Worst-Case Running Times for Average-Case Algorithms

by L. Antunes and L. Fortnow

Oded's comments

This work builds on an earlier work of the authors and Vinodchandran (2003), who showed that the exact (i.e., pointwise) complexity of a problem (or rather any pointwise behavior of an algorithm) that is polynomial on the average w.r.t a certain distribution is characterized by a function related to that distribution. Specifically, both the distribution and the pointwise bound are determined by the polynomial-time Kolmogorov distribution.
The current work goes beyond the previous one by proving that, under standard assumptions that allow derandomization, the class of polynomial-time Kolmogorov distribution is "universal" for the class of P-samplable distributions. Here universality means that the latter distributions dominate all P-samplable distributions, which seems to be of independent interest.
[To appear in CCC'09.]

The original abstract

Under a standard hardness assumption we exactly characterize the worst-case running time of languages that are in average polynomial-time over all polynomial-time samplable distributions.
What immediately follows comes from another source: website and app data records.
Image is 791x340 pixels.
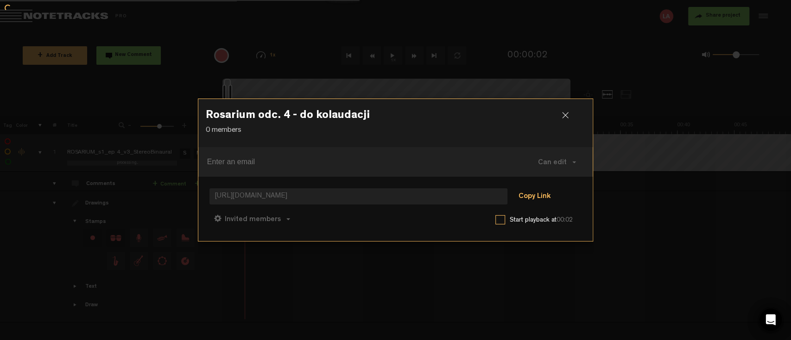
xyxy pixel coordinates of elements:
label: Start playback at [510,216,581,225]
span: Can edit [538,159,567,167]
input: Enter an email [207,155,506,170]
button: Copy Link [509,188,560,207]
button: Can edit [529,151,585,173]
span: Invited members [225,216,281,224]
p: 0 members [206,126,586,136]
span: [URL][DOMAIN_NAME] [209,189,507,205]
div: Open Intercom Messenger [759,309,781,331]
h3: Rosarium odc. 4 - do kolaudacji [206,110,586,125]
span: 00:02 [556,217,573,224]
button: Invited members [209,208,295,230]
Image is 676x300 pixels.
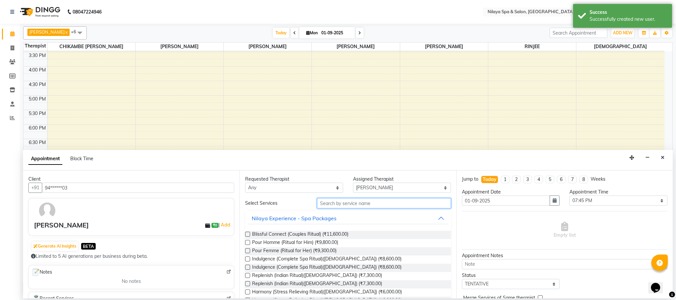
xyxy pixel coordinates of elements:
[70,156,93,162] span: Block Time
[32,242,78,251] button: Generate AI Insights
[613,30,632,35] span: ADD NEW
[27,96,47,103] div: 5:00 PM
[657,153,667,163] button: Close
[568,176,576,183] li: 7
[27,67,47,74] div: 4:00 PM
[462,272,559,279] div: Status
[220,221,231,229] a: Add
[248,212,448,224] button: Nilaya Experience - Spa Packages
[252,264,401,272] span: Indulgence (Complete Spa Ritual)([DEMOGRAPHIC_DATA]) (₹8,600.00)
[312,43,399,51] span: [PERSON_NAME]
[545,176,554,183] li: 5
[38,201,57,220] img: avatar
[648,274,669,293] iframe: chat widget
[462,176,478,183] div: Jump to
[27,125,47,132] div: 6:00 PM
[482,176,496,183] div: Today
[579,176,587,183] li: 8
[28,176,234,183] div: Client
[557,176,565,183] li: 6
[81,243,96,249] span: BETA
[65,29,68,35] a: x
[27,110,47,117] div: 5:30 PM
[319,28,352,38] input: 2025-09-01
[462,252,667,259] div: Appointment Notes
[28,153,62,165] span: Appointment
[462,189,559,196] div: Appointment Date
[122,278,141,285] span: No notes
[353,176,451,183] div: Assigned Therapist
[23,43,47,49] div: Therapist
[42,183,234,193] input: Search by Name/Mobile/Email/Code
[523,176,531,183] li: 3
[400,43,488,51] span: [PERSON_NAME]
[240,200,312,207] div: Select Services
[589,9,667,16] div: Success
[252,231,348,239] span: Blissful Connect (Couples Ritual) (₹11,600.00)
[273,28,289,38] span: Today
[31,253,231,260] div: Limited to 5 AI generations per business during beta.
[73,3,102,21] b: 08047224946
[534,176,543,183] li: 4
[553,222,575,239] span: Empty list
[211,223,218,228] span: ₹0
[17,3,62,21] img: logo
[27,52,47,59] div: 3:30 PM
[27,139,47,146] div: 6:30 PM
[252,256,401,264] span: Indulgence (Complete Spa Ritual)([DEMOGRAPHIC_DATA]) (₹8,600.00)
[27,81,47,88] div: 4:30 PM
[252,239,338,247] span: Pour Homme (Ritual for Him) (₹9,800.00)
[252,272,382,280] span: Replenish (Indian Ritual)([DEMOGRAPHIC_DATA]) (₹7,300.00)
[549,28,607,38] input: Search Appointment
[317,198,451,208] input: Search by service name
[576,43,664,51] span: [DEMOGRAPHIC_DATA]
[47,43,135,51] span: CHIKAMBE [PERSON_NAME]
[29,29,65,35] span: [PERSON_NAME]
[224,43,311,51] span: [PERSON_NAME]
[28,183,42,193] button: +91
[31,268,52,277] span: Notes
[488,43,576,51] span: RINJEE
[590,176,605,183] div: Weeks
[71,29,81,34] span: +6
[252,247,336,256] span: Pour Femme (Ritual for Her) (₹9,300.00)
[462,196,550,206] input: yyyy-mm-dd
[569,189,667,196] div: Appointment Time
[245,176,343,183] div: Requested Therapist
[135,43,223,51] span: [PERSON_NAME]
[34,220,89,230] div: [PERSON_NAME]
[512,176,520,183] li: 2
[589,16,667,23] div: Successfully created new user.
[252,280,382,288] span: Replenish (Indian Ritual)([DEMOGRAPHIC_DATA]) (₹7,300.00)
[611,28,634,38] button: ADD NEW
[252,288,402,297] span: Harmony (Stress Relieving Ritual)([DEMOGRAPHIC_DATA]) (₹6,000.00)
[252,214,336,222] div: Nilaya Experience - Spa Packages
[218,221,231,229] span: |
[500,176,509,183] li: 1
[304,30,319,35] span: Mon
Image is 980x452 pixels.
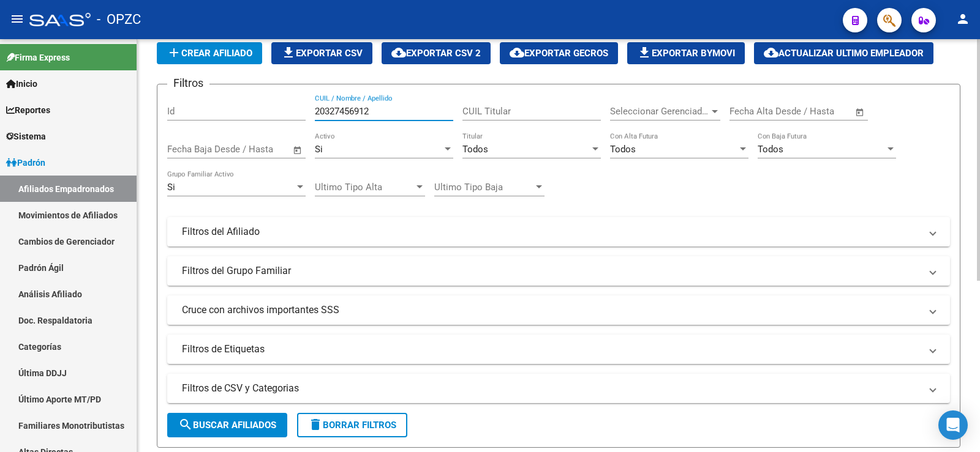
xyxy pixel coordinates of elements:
[178,418,193,432] mat-icon: search
[97,6,141,33] span: - OPZC
[167,46,181,60] mat-icon: add
[764,48,924,59] span: Actualizar ultimo Empleador
[167,48,253,59] span: Crear Afiliado
[315,144,323,155] span: Si
[228,144,288,155] input: Fecha fin
[182,303,921,317] mat-panel-title: Cruce con archivos importantes SSS
[309,418,323,432] mat-icon: delete
[167,295,950,325] mat-expansion-panel-header: Cruce con archivos importantes SSS
[167,182,175,192] span: Si
[500,42,618,64] button: Exportar GECROS
[392,48,481,59] span: Exportar CSV 2
[182,343,921,356] mat-panel-title: Filtros de Etiquetas
[764,46,779,60] mat-icon: cloud_download
[854,105,867,119] button: Open calendar
[167,75,209,92] h3: Filtros
[315,182,414,192] span: Ultimo Tipo Alta
[382,42,491,64] button: Exportar CSV 2
[463,144,488,155] span: Todos
[758,144,783,155] span: Todos
[182,264,921,278] mat-panel-title: Filtros del Grupo Familiar
[167,335,950,364] mat-expansion-panel-header: Filtros de Etiquetas
[297,413,408,438] button: Borrar Filtros
[730,106,779,117] input: Fecha inicio
[272,42,372,64] button: Exportar CSV
[755,42,934,64] button: Actualizar ultimo Empleador
[610,144,636,155] span: Todos
[291,143,305,157] button: Open calendar
[6,156,46,169] span: Padrón
[182,225,921,239] mat-panel-title: Filtros del Afiliado
[167,374,950,403] mat-expansion-panel-header: Filtros de CSV y Categorias
[281,48,363,59] span: Exportar CSV
[281,46,296,60] mat-icon: file_download
[6,51,70,64] span: Firma Express
[956,12,970,26] mat-icon: person
[178,420,277,431] span: Buscar Afiliados
[167,413,288,438] button: Buscar Afiliados
[434,182,534,192] span: Ultimo Tipo Baja
[167,144,217,155] input: Fecha inicio
[627,42,745,64] button: Exportar Bymovi
[610,106,710,117] span: Seleccionar Gerenciador
[167,256,950,286] mat-expansion-panel-header: Filtros del Grupo Familiar
[392,46,406,60] mat-icon: cloud_download
[10,12,25,26] mat-icon: menu
[157,42,262,64] button: Crear Afiliado
[6,104,50,117] span: Reportes
[309,420,396,431] span: Borrar Filtros
[167,217,950,247] mat-expansion-panel-header: Filtros del Afiliado
[6,77,38,90] span: Inicio
[182,382,921,395] mat-panel-title: Filtros de CSV y Categorias
[637,48,735,59] span: Exportar Bymovi
[510,48,608,59] span: Exportar GECROS
[938,410,968,440] div: Open Intercom Messenger
[6,130,46,143] span: Sistema
[510,46,524,60] mat-icon: cloud_download
[791,106,850,117] input: Fecha fin
[637,46,652,60] mat-icon: file_download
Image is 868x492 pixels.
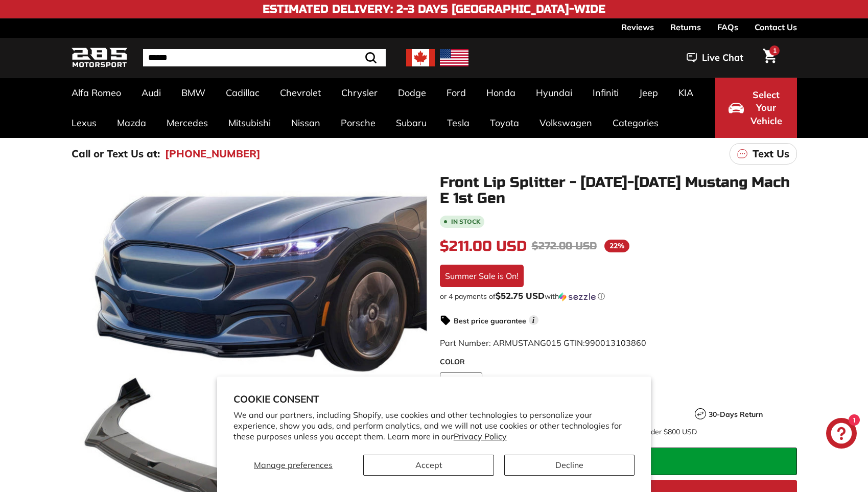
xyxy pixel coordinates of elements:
h4: Estimated Delivery: 2-3 Days [GEOGRAPHIC_DATA]-Wide [262,3,605,16]
span: $52.75 USD [496,290,544,301]
a: Subaru [386,108,436,138]
span: 22% [604,240,629,252]
p: Call or Text Us at: [71,146,160,161]
inbox-online-store-chat: Shopify online store chat [823,418,860,452]
strong: Best price guarantee [453,317,526,325]
span: 990013103860 [585,338,646,348]
button: Live Chat [673,45,757,71]
a: Contact Us [755,18,797,36]
a: Reviews [621,18,654,36]
button: Accept [363,455,494,476]
strong: 30-Days Return [708,410,763,419]
a: Lexus [61,108,107,138]
a: Returns [670,18,701,36]
a: Privacy Policy [453,431,507,441]
a: KIA [668,78,703,108]
a: Jeep [629,78,668,108]
span: 1 [773,47,776,54]
a: Infiniti [582,78,629,108]
a: Mazda [107,108,156,138]
img: Sezzle [558,292,596,302]
button: Manage preferences [233,455,353,476]
a: Chrysler [331,78,388,108]
div: Summer Sale is On! [440,265,523,288]
span: i [529,315,538,325]
a: Cadillac [216,78,270,108]
span: $211.00 USD [440,238,527,255]
span: Live Chat [702,51,743,64]
a: Audi [132,78,171,108]
a: Categories [602,108,668,138]
img: Logo_285_Motorsport_areodynamics_components [71,46,127,70]
span: Part Number: ARMUSTANG015 GTIN: [440,338,646,348]
span: Manage preferences [254,460,332,470]
a: Hyundai [525,78,582,108]
b: In stock [451,219,480,225]
a: Ford [436,78,476,108]
a: BMW [171,78,216,108]
a: Toyota [480,108,529,138]
a: Volkswagen [529,108,602,138]
p: Text Us [752,146,789,161]
p: We and our partners, including Shopify, use cookies and other technologies to personalize your ex... [233,410,635,441]
div: or 4 payments of$52.75 USDwithSezzle Click to learn more about Sezzle [440,292,797,302]
a: Dodge [388,78,436,108]
input: Search [143,49,386,66]
a: Porsche [330,108,386,138]
button: Select Your Vehicle [715,78,797,138]
a: Nissan [281,108,330,138]
a: Mitsubishi [218,108,281,138]
a: Alfa Romeo [61,78,132,108]
a: Cart [757,40,782,75]
a: Tesla [436,108,480,138]
a: [PHONE_NUMBER] [165,146,260,161]
a: Honda [476,78,525,108]
span: Select Your Vehicle [749,88,784,128]
h1: Front Lip Splitter - [DATE]-[DATE] Mustang Mach E 1st Gen [440,175,797,207]
div: or 4 payments of with [440,292,797,302]
button: Decline [504,455,635,476]
label: COLOR [440,357,797,367]
a: FAQs [717,18,738,36]
span: $272.00 USD [531,240,597,252]
a: Mercedes [156,108,218,138]
h2: Cookie consent [233,393,635,406]
a: Chevrolet [270,78,331,108]
a: Text Us [729,143,797,165]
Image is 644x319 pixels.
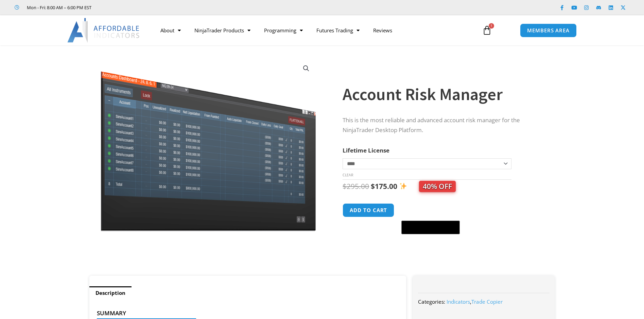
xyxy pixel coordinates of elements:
button: Add to cart [343,204,394,218]
a: NinjaTrader Products [187,23,257,38]
a: Programming [257,23,310,38]
bdi: 295.00 [343,181,369,191]
span: $ [343,181,347,191]
span: $ [371,181,375,191]
iframe: Secure express checkout frame [400,202,461,219]
a: Indicators [447,298,470,305]
span: 1 [489,23,494,29]
img: LogoAI | Affordable Indicators – NinjaTrader [68,18,140,43]
p: This is the most reliable and advanced account risk manager for the NinjaTrader Desktop Platform. [343,115,542,135]
label: Lifetime License [343,146,390,154]
a: MEMBERS AREA [520,23,577,37]
a: About [154,23,187,38]
a: Clear options [343,173,353,177]
img: ✨ [400,183,407,190]
iframe: PayPal Message 1 [343,239,542,244]
bdi: 175.00 [371,181,398,191]
a: Reviews [366,23,399,38]
span: Categories: [418,298,445,305]
a: 1 [472,20,502,40]
nav: Menu [154,23,475,38]
h1: Account Risk Manager [343,82,542,106]
iframe: Customer reviews powered by Trustpilot [101,4,203,11]
span: MEMBERS AREA [528,28,570,33]
h4: Summary [97,310,394,317]
a: View full-screen image gallery [300,62,313,75]
a: Futures Trading [310,23,366,38]
span: Mon - Fri: 8:00 AM – 6:00 PM EST [25,3,91,12]
a: Trade Copier [472,298,503,305]
img: Screenshot 2024-08-26 15462845454 [99,57,317,232]
a: Description [90,286,132,300]
button: Buy with GPay [402,220,460,234]
span: 40% OFF [419,181,456,192]
span: , [447,298,503,305]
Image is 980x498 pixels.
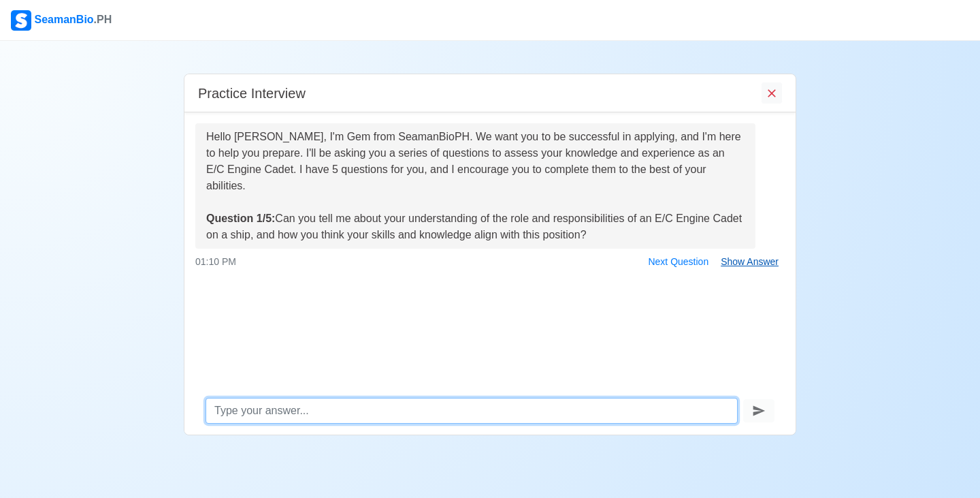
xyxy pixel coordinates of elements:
div: 01:10 PM [196,251,784,273]
button: Next Question [641,251,714,273]
h5: Practice Interview [198,85,305,101]
button: Show Answer [714,251,784,273]
button: End Interview [761,82,781,104]
img: Logo [11,10,31,30]
div: Hello [PERSON_NAME], I'm Gem from SeamanBioPH. We want you to be successful in applying, and I'm ... [206,129,744,243]
span: .PH [94,14,113,25]
div: SeamanBio [11,10,112,30]
strong: Question 1/5: [206,212,275,224]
More precisely we show that if exponential time is not infinitely often in subexponential space, then the following are equivalent for any algorithm $A$: where $K(x)$ is the Kolmogorov complexity (size of smallest program generating $x$) and $K^p(x)$ is the size of the smallest program generating $x$ within time $p(|x|)$.
To prove this result we show that, under the hardness assumption, the polynomial-time Kolmogorov distribution, $m^p(x)=2^{-K^p(x)}$, is universal among the P-samplable distributions.